William Martin Smallwood And The Smallwood Collection In Natural History At The Syracuse University Library, Eileen Snyder Oct 1987

William Martin Smallwood And The Smallwood Collection In Natural History At The Syracuse University Library, Eileen Snyder

The Courier

This article details the life and efforts of Syracuse Professor William Smallwood to collect major works on many of the major disciplines of science. Together the Smallwood collection provides a wonderful resource for the history of science and natural history.


Leopold Von Ranke, His Library, And The Shaping Of Historical Evidence, Edward Muir Apr 1987

Leopold Von Ranke, His Library, And The Shaping Of Historical Evidence, Edward Muir

The Courier

This article describes the life and collection of the famous historian Leopold von Ranke, whose collection is now housed in the Syracuse University Special Collections.
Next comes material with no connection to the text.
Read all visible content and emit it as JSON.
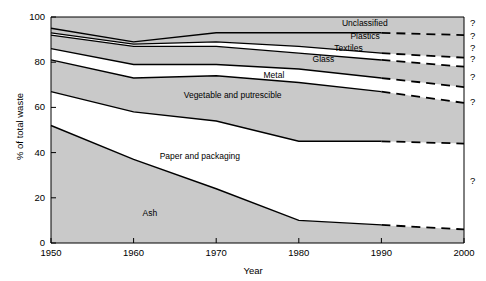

Von Ranke was instrumental in developing what he saw as the most objective form of history possible, adhering to primary sources and straying from moral judgments. The thousands of documents that make up the Ranke Library are an invaluable source for the study of history.


Ranke And The Venetian Document Market, Ugo Tucci Apr 1987

Ranke And The Venetian Document Market, Ugo Tucci

The Courier

This article discusses Leopold von Ranke, the seminal historian, specifically his times in Venice, where he developed his thorough objective historical method, under the influence of Venetian ambassadorial writings, or relazioni. He was also in the perfect situation to amass an impressive manuscript and rare book collection, as the Republic was falling at the time, and entire library and art collections were being liquidated. His vast collection is now part of the Syracuse University's Special Collections.